New York (AFP)

The American director Spike Lee is back with "Da 5 Bloods", a feature film produced by Netflix and available on the platform on Friday, in which he pursues his quest for representation of blacks through political cinema.

While the movement born from the death of George Floyd grows a little more every day, the director offers a film certainly linked to the Vietnam War but whose subject appears perfectly in his time.

Four black American veterans return to Vietnam to recover the remains of their patrol leader, killed in action in the jungle, as well as a shipment of gold hidden on the advice of their ex-comrade in arms.

The expedition does not go as planned and what started out as an introspective feature film with the scent of nostalgia turns into an action film with a big show.

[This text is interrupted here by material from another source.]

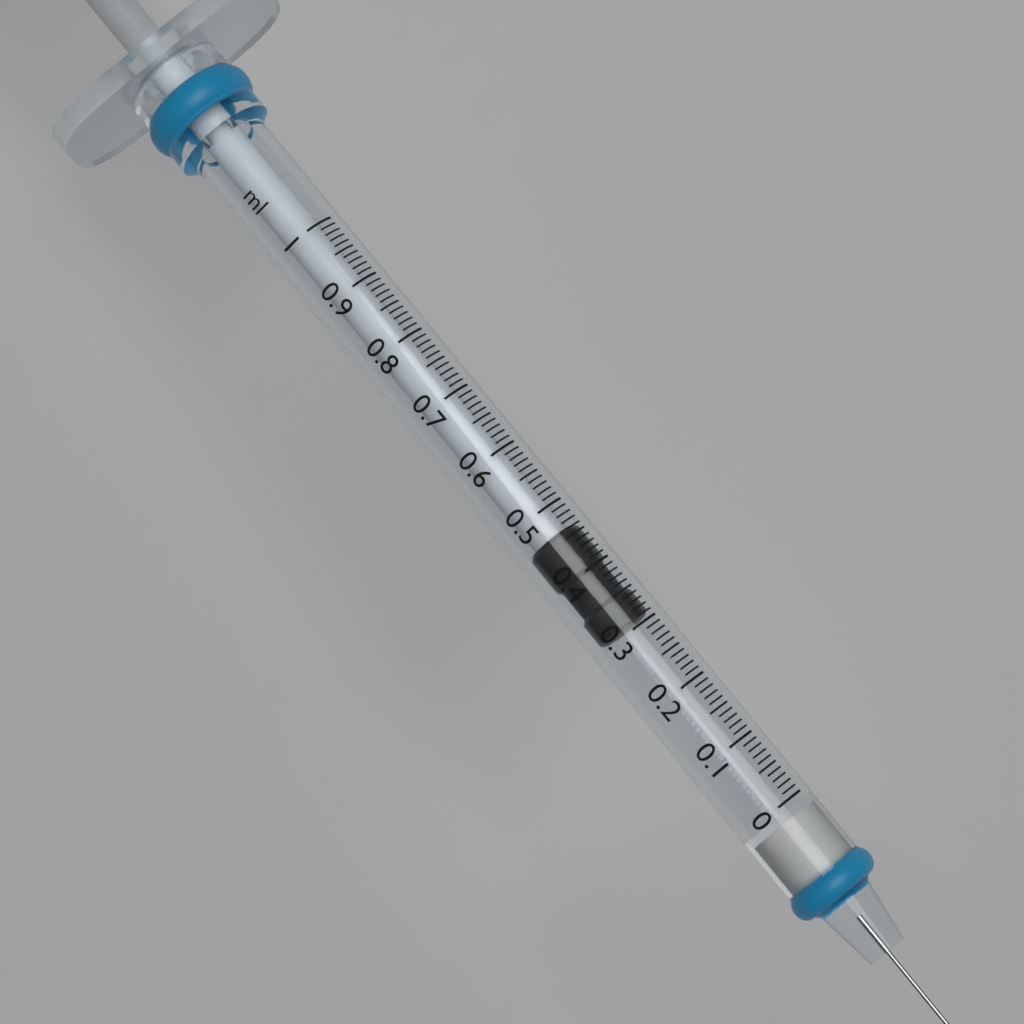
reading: 0.31 ml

The cast is brilliant, with Chadewick Boseman ("Black Panther") in the role of the charismatic leader who appears regularly with the help of flashbacks, and a skewer of impeccably correct mature supporting roles.

But Spike Lee is not satisfied with an action film staging Americans in Vietnam, even if he multiplies the references to his predecessors, in the first place "Apocalypse Now".

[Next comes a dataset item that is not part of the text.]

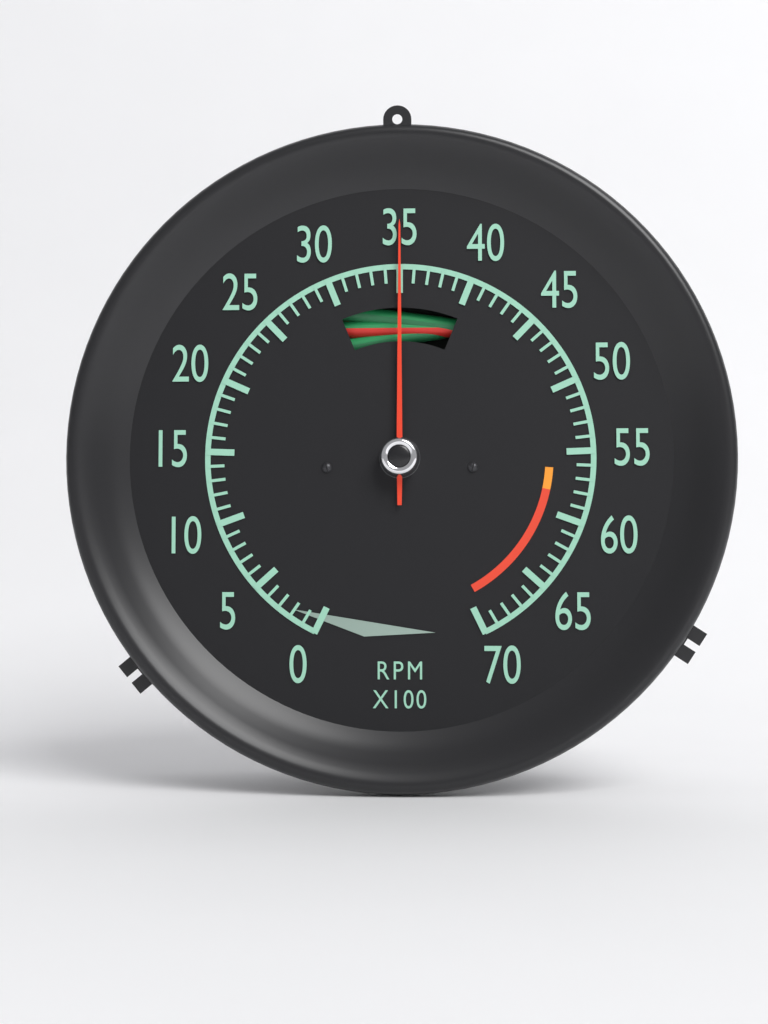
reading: 35 RPM x100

He plays on several tables, multiplying the themes at the risk of abandoning some on the way, and this eventful excursion in what was Indochina is only a pretext to evoke the place of blacks in the history of the United United.

African-Americans, Spike Lee recalls throughout the film, have been a fundamental cog in each major stage of the American epic, each time paying with their blood.

From the construction of the country to the series of wars in which the United States has engaged, Blacks have always paid a heavy price in building a Nation.

"We are going to the puzzle for this country from the start, hoping that they will give us the place we deserve," said his companions Norman, the patrol leader, before his death. "All we got was a kick in the ass."

- The past to illuminate the present -

This gold, which the four former soldiers want to recover, is an obvious symbol of the repairs that a part of the black community is demanding, and beyond, for slavery, segregation and then the discrimination suffered by Afro- Americans over 400 years old.

As he did with his previous film "BlacKkKlansman", which earned him his first Oscar and the Grand Prix at Cannes, the 63-year-old director links the latest news, including Donald Trump but also the Black Lives Matter movement.

"What I see on the streets today is what I remember during the 60s when I was growing up," the Brooklyn boy said in an interview with CBS on Tuesday. the major demonstrations which marked the end of the "Sixties", in particular against the Vietnam War and for civil rights.

A sign of his taste for complexity, he made his richest character, in "Da 5 Bloods" (played by actor Delroy Lindo), a black sympathizer of Donald Trump, who proudly wears a "Make America Great" cap. Again ".

"It makes you understand why he wears this cap," said the man who was to preside over the Cannes film festival this year. "You have sympathy for him."

More than 30 years after "Do The Right Thing", whose epilogue strangely echoes the death of George Floyd, Spike Lee continues to embody better than anyone a black cinema that wants to be both militant and mainstream.